I have been patiently waiting over a year for the launch of the second satellite providing coverage of the rest of the country for my new satellite internet system. I got this system in the fall of 2015, and got it working and mobile shortly afterward. It's everything I have always wanted in a satellite system – fast, reliable, easy to set up, and cheap. All the problems I have had with my one Ku band internet have disappeared. There was just one hitch – I was an early adopter of a system still under construction.
This Hughesnet Ka band system uses spotbeams instead of one big weak signal sprayed out over the whole continent like my old system. The existing satellite, Echostar 17, covered the eastern half of the country, the western coastal strip, and a few inland cities out west. The remainder of the west awaited the arrival of the next satellite, Echostar 19. So our travels this year were dictated by where we could get coverage, which petered out west of Dallas and picked back up as we got out to the coast in California. As long as we stayed on the coast, it was fine, even up to Vancouver Island. But once we headed east again, it quit working in Idaho and didn't resume until we were in eastern Minnesota. So there were big stretches of the country we just had to travel rapidly through, because the only internet we had was the data card with its small monthly allotment.
Originally scheduled to be launched on an Ariane 5 rocket like its predecessor, Echostar 19 went up on an Atlas 5 instead to keep with the early 2017 operational date, since Ariane launch slots that meshed with the satellite construction schedule were difficult to come by. This is an advanced version of the same Atlas rocket that launched John Glenn into orbit in 1962, with added solid rocket boosters to provide the lift necessary to get this 14,000 pound monster into orbit. These Echostar satellites are HUGE, 8 meters long and with solar arrays extending out to give a deployed size of 85 feet. It all folds up to fit within the 4 meter diameter fairing at the top of the rocket.
As the launch date approached, I was determined to see it with my own eyes, so we drove down Sunday and were on the beach at Port Canaveral, along with several hundred other people, as the countdown continued. There was some glitch in the countdown, but it went up after a 45 minute delay, and was quite a sight as the plume of smoke from the solid rocket boosters arced out over the Atlantic and the rumble of the main engine shook the air. As the solid rocket boosters fell away and it climbed up out of sight, I was relieved. Something you wait this long for is nice to see in person.
Editor's Note: Built for satellite operator Hughes, EchoStar 19 is being touted as the company's most powerful internet communications satellite to date. When fully commissioned in the spring of 2017, it will provide high speed Internet access to rural households in fixed locations generally west of the Mississippi and in Michigan's Upper Peninsula. How and when it will be useable for RVers who move from place to place has yet to be officially determined, though such application is widely expected as pricing and other operational details become available.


An exact copy of every entry is needed, with no images.

╭─ EXTRACTED DATA

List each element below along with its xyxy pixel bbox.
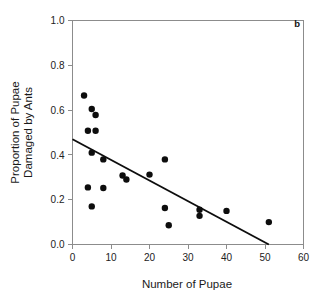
y-axis-ticks [68,21,73,245]
regression-line [73,139,269,244]
y-axis-tick-labels: 0.00.20.40.60.81.0 [51,15,65,250]
x-tick-label: 10 [105,252,117,263]
y-tick-label: 0.6 [51,105,65,116]
data-point [85,184,91,190]
y-tick-label: 0.4 [51,150,65,161]
data-point [196,207,202,213]
y-tick-label: 0.2 [51,194,65,205]
y-tick-label: 1.0 [51,15,65,26]
x-tick-label: 20 [144,252,156,263]
x-tick-label: 0 [70,252,76,263]
data-points [81,92,272,228]
y-tick-label: 0.8 [51,60,65,71]
x-axis-tick-labels: 0102030405060 [70,252,310,263]
data-point [81,92,87,98]
scatter-plot: 0.00.20.40.60.81.0 0102030405060 Proport… [0,0,323,296]
x-axis-ticks [73,245,304,250]
data-point [196,213,202,219]
figure-panel-b: 0.00.20.40.60.81.0 0102030405060 Proport… [0,0,323,296]
data-point [92,128,98,134]
data-point [162,156,168,162]
data-point [89,203,95,209]
x-tick-label: 40 [221,252,233,263]
x-tick-label: 50 [259,252,271,263]
y-tick-label: 0.0 [51,239,65,250]
axis-frame [73,21,304,245]
data-point [162,205,168,211]
data-point [89,106,95,112]
data-point [92,112,98,118]
data-point [100,185,106,191]
data-point [166,222,172,228]
data-point [123,176,129,182]
x-axis-title: Number of Pupae [142,278,232,290]
data-point [89,149,95,155]
data-point [266,219,272,225]
data-point [146,171,152,177]
panel-label: b [294,18,300,29]
y-axis-title: Proportion of Pupae Damaged by Ants [9,81,34,183]
x-tick-label: 60 [298,252,310,263]
data-point [85,128,91,134]
data-point [100,156,106,162]
x-tick-label: 30 [182,252,194,263]
data-point [223,208,229,214]
y-axis-title-line-1: Proportion of Pupae [9,81,21,183]
y-axis-title-line-2: Damaged by Ants [22,87,34,178]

╰─

> WRITTEN RESPONSE
List each element below along with its xyxy pixel bbox.
y-axis-ticks [68,21,73,245]
regression-line [73,139,269,244]
y-axis-tick-labels: 0.00.20.40.60.81.0 [51,15,65,250]
x-tick-label: 10 [105,252,117,263]
y-tick-label: 0.6 [51,105,65,116]
data-point [85,184,91,190]
y-tick-label: 0.4 [51,150,65,161]
data-point [196,207,202,213]
y-tick-label: 0.2 [51,194,65,205]
y-tick-label: 1.0 [51,15,65,26]
x-tick-label: 20 [144,252,156,263]
x-tick-label: 0 [70,252,76,263]
data-points [81,92,272,228]
y-tick-label: 0.8 [51,60,65,71]
x-axis-tick-labels: 0102030405060 [70,252,310,263]
data-point [81,92,87,98]
scatter-plot: 0.00.20.40.60.81.0 0102030405060 Proport… [0,0,323,296]
x-axis-ticks [73,245,304,250]
data-point [196,213,202,219]
figure-panel-b: 0.00.20.40.60.81.0 0102030405060 Proport… [0,0,323,296]
data-point [92,128,98,134]
data-point [162,156,168,162]
data-point [89,203,95,209]
x-tick-label: 40 [221,252,233,263]
x-tick-label: 50 [259,252,271,263]
y-tick-label: 0.0 [51,239,65,250]
axis-frame [73,21,304,245]
data-point [162,205,168,211]
data-point [89,106,95,112]
data-point [92,112,98,118]
data-point [100,185,106,191]
data-point [166,222,172,228]
data-point [123,176,129,182]
x-axis-title: Number of Pupae [142,278,232,290]
data-point [89,149,95,155]
data-point [266,219,272,225]
data-point [146,171,152,177]
panel-label: b [294,18,300,29]
y-axis-title: Proportion of Pupae Damaged by Ants [9,81,34,183]
x-tick-label: 60 [298,252,310,263]
data-point [85,128,91,134]
data-point [100,156,106,162]
x-tick-label: 30 [182,252,194,263]
data-point [223,208,229,214]
y-axis-title-line-1: Proportion of Pupae [9,81,21,183]
y-axis-title-line-2: Damaged by Ants [22,87,34,178]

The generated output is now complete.